So the question hanging over Friday's episode of "El-Bernameg" — Arabic for "The Program": Will Youssef mock the military-backed leadership and its supporters as sharply as he did Morsi, the Muslim Brotherhood and other Islamists?

Doing so could anger Youssef's mainly liberal fan base, who cheered when he excoriated Islamists and who now largely support the military. But if he avoids it and focuses his jokes against Islamists, he could appear to be caving in to pressure. Morsi supporters — some of whom "hate-watched" Youssef as regularly as the adoring fans — are already predicting the 39-year-old satirist will sell out.

In an article Tuesday, Youssef took up the challenge, criticizing the intimidating atmosphere.

"I admit things are much harder now," Youssef wrote in his weekly column in Al-Shorouk. "Not only because the raw material coming from religious stations or Morsi has diminished," he quipped, referring to the rich vein of folly from Islamists he mined for jokes — "but because the general mood is different."

"In reality, there is no tolerance on the Brotherhood side or among those who call themselves liberals.

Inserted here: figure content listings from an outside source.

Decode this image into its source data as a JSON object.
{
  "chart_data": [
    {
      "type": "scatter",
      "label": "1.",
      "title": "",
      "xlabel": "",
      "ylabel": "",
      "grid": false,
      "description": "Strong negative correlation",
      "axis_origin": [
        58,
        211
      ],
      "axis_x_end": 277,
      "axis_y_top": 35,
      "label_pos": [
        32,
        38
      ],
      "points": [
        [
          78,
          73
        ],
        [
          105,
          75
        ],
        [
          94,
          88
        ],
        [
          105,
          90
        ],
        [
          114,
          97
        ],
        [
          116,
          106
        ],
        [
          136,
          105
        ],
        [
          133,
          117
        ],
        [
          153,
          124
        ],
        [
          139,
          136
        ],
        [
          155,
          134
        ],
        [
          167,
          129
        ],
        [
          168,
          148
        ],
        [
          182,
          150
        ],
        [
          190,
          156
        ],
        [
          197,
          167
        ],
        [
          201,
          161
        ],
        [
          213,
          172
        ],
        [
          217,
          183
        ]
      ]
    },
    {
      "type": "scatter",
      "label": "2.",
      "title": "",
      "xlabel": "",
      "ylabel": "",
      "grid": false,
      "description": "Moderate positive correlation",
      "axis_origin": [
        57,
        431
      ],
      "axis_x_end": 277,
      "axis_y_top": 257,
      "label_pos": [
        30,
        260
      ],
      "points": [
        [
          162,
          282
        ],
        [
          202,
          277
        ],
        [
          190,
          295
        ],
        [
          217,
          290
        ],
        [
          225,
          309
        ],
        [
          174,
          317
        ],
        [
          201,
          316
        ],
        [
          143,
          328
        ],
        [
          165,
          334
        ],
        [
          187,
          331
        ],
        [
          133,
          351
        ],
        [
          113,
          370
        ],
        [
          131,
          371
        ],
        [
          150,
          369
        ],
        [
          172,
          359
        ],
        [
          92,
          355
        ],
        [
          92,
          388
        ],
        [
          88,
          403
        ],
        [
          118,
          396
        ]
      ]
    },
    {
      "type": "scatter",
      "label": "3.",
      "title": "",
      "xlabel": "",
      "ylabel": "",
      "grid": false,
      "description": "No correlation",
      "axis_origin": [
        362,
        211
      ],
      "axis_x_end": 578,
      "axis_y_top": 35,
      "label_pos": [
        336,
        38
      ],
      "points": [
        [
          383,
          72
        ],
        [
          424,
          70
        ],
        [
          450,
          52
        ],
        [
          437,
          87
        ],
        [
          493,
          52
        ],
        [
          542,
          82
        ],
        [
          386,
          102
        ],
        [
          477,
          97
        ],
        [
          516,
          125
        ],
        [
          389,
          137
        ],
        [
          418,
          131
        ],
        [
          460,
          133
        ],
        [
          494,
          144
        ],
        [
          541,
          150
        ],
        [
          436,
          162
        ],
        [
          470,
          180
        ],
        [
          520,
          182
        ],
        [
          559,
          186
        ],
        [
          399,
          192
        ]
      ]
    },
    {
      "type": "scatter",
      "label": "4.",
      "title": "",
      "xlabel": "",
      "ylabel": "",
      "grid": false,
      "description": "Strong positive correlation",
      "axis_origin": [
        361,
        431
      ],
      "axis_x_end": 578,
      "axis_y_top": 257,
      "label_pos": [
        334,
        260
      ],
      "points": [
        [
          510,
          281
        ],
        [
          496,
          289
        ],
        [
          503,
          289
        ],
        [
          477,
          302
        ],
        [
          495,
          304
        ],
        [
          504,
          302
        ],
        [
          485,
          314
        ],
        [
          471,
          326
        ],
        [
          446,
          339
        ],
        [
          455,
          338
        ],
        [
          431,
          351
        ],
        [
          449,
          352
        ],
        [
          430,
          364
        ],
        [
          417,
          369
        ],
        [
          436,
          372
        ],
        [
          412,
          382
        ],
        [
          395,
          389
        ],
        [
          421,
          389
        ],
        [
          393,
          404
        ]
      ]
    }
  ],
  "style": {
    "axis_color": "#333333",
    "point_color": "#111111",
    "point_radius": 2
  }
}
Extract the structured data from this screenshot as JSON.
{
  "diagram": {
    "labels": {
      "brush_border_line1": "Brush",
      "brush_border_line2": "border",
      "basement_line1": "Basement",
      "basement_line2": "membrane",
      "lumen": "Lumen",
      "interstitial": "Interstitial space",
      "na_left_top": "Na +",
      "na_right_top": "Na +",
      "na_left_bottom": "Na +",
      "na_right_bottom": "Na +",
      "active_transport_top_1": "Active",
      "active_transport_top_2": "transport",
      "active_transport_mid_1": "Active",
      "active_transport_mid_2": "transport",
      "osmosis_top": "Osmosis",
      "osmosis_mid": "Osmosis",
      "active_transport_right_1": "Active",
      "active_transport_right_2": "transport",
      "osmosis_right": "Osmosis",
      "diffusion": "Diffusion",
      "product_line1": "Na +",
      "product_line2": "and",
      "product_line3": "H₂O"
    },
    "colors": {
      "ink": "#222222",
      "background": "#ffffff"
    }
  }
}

Everyone is looking for a pharaoh that suits them," he wrote.

He said military supporters tell him, "Don't talk about el-Sissi" — "even though they were the same ones waiting for me to talk about Morsi."

He noted that under Morsi's year-long presidency, Islamist critics sent him to the prosecution office for questioning on possible charges of insulting the presidency. "I may be visiting (it) again soon at the hands of other people, who allegedly love freedom dearly — when it works in their favor," he jabbed.

Most of all, he pointed to the difficulty of joking amid tragedy. "How do we come up with a comedy program when the talk all day is about blood?" he wrote. "When people live in fear, terror, hate and anger, no one listens to reason, let alone satire."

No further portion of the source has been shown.